On Tuesday, the Israeli army practiced its largest evacuation exercise ever, simulating the clearance of dozens of Israeli towns near the border with Lebanon.
IDF simulates evacuation of Israeli pop. from northern border in largest exercise to date. https://t.co/Z4zuh6YE0p
The exercise was carried out to test the Israel Defence Forces (IDF) preparedness “for an irregular, large-scale emergency,” said a post on the IDF’s blog.
The IDF cited Hezbollah’s “stockpiling” of missiles as well as its activity in southern Syria, which borders the Israeli-occupied Golan Heights, as justification for its evacuation exercise.
The IDF is also installing concrete barriers and clearing cliffs along the Lebanese border in anticipation of a possible Hezbollah infiltration, according to the liberal Israeli daily Haaretz.
Israel and Hezbollah have not been at war for a decade, so in some ways the IDF’s evacuation exercises and other activities seem like the products of paranoia. However, last week, Iran’s semi-official Fars news agency reported that Hezbollah forces were preparing to move into Quneitra province in southern Syria, which borders northeast Israel.
The Fars report said that the objective of Hezbollah’s advance into Quneitra was to battle the Salafist groups that currently hold sway there—not to attempt any kind of attack against Israel, which has remained mostly insulated from the Syrian civil war over the past five years.
But the Jewish state may have other reasons to fear Hezbollah: in February, for example, the Shia militant group’s leader, Hassan Nasrallah, threatened to launch missiles at the Ammonia plant in the northern Israeli city of Haifa, which he claimed would “equal the same amount of death as an atomic bomb.”
Israel and Hezbollah have also clashed in Syria recently. In April, Israeli Prime Minister Benjamin Netanyahu admitted that the Israeli Air Force had carried out dozens of airstrikes in recent years against Hezbollah targets in Syria.
In May, when Mustafa Badreddine, Hezbollah’s top commander in Syria, was killed near Damascus, Lebanese TV claimed he’d been taken out by an Israeli airstrike. In reality, it’s still not clear who killed Badreddine.
All told, relations between Israel and Hezbollah have been unprecedently calm over the past ten years, so it may turn out the IDF’s theoretical evacuation is just that: theoretical.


DIRECTIONS FOR THIS TASK
Your output must match the records exactly, line for line.

---------------

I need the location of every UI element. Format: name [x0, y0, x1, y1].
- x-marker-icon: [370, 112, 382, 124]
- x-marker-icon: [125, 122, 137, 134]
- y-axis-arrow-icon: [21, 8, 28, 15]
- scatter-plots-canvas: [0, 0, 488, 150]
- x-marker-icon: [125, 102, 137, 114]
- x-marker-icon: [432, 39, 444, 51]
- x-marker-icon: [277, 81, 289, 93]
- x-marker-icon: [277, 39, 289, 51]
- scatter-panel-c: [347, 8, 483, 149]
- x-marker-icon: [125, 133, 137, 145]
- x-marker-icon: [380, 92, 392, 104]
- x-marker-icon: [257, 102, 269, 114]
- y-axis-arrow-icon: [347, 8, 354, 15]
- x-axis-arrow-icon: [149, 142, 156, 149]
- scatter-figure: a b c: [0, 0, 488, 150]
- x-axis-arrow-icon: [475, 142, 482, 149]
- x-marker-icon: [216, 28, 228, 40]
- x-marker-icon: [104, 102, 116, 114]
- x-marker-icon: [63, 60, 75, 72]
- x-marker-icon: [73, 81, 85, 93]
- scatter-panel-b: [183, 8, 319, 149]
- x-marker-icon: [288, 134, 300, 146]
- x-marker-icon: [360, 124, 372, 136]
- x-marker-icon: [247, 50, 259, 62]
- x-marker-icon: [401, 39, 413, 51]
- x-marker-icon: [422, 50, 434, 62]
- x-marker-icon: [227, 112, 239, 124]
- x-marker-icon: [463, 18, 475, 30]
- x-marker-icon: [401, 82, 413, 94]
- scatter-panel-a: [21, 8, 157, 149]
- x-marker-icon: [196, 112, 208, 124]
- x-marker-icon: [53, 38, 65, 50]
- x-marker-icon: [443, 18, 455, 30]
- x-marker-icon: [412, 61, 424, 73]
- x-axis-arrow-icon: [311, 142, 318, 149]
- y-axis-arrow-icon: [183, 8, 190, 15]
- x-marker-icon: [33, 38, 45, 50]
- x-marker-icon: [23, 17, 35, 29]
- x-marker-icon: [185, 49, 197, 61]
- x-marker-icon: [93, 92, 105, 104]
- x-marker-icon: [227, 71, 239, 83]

---------------

WRITTEN RESPONSE
I need the location of every UI element. Format: name [x0, y0, x1, y1].
- x-marker-icon: [370, 112, 382, 124]
- x-marker-icon: [125, 122, 137, 134]
- y-axis-arrow-icon: [21, 8, 28, 15]
- scatter-plots-canvas: [0, 0, 488, 150]
- x-marker-icon: [125, 102, 137, 114]
- x-marker-icon: [432, 39, 444, 51]
- x-marker-icon: [277, 81, 289, 93]
- x-marker-icon: [277, 39, 289, 51]
- scatter-panel-c: [347, 8, 483, 149]
- x-marker-icon: [125, 133, 137, 145]
- x-marker-icon: [380, 92, 392, 104]
- x-marker-icon: [257, 102, 269, 114]
- y-axis-arrow-icon: [347, 8, 354, 15]
- x-axis-arrow-icon: [149, 142, 156, 149]
- scatter-figure: a b c: [0, 0, 488, 150]
- x-axis-arrow-icon: [475, 142, 482, 149]
- x-marker-icon: [216, 28, 228, 40]
- x-marker-icon: [104, 102, 116, 114]
- x-marker-icon: [63, 60, 75, 72]
- x-marker-icon: [73, 81, 85, 93]
- scatter-panel-b: [183, 8, 319, 149]
- x-marker-icon: [288, 134, 300, 146]
- x-marker-icon: [360, 124, 372, 136]
- x-marker-icon: [247, 50, 259, 62]
- x-marker-icon: [401, 39, 413, 51]
- x-marker-icon: [422, 50, 434, 62]
- x-marker-icon: [227, 112, 239, 124]
- x-marker-icon: [463, 18, 475, 30]
- x-marker-icon: [401, 82, 413, 94]
- scatter-panel-a: [21, 8, 157, 149]
- x-marker-icon: [196, 112, 208, 124]
- x-marker-icon: [53, 38, 65, 50]
- x-marker-icon: [443, 18, 455, 30]
- x-marker-icon: [412, 61, 424, 73]
- x-axis-arrow-icon: [311, 142, 318, 149]
- y-axis-arrow-icon: [183, 8, 190, 15]
- x-marker-icon: [33, 38, 45, 50]
- x-marker-icon: [23, 17, 35, 29]
- x-marker-icon: [185, 49, 197, 61]
- x-marker-icon: [93, 92, 105, 104]
- x-marker-icon: [227, 71, 239, 83]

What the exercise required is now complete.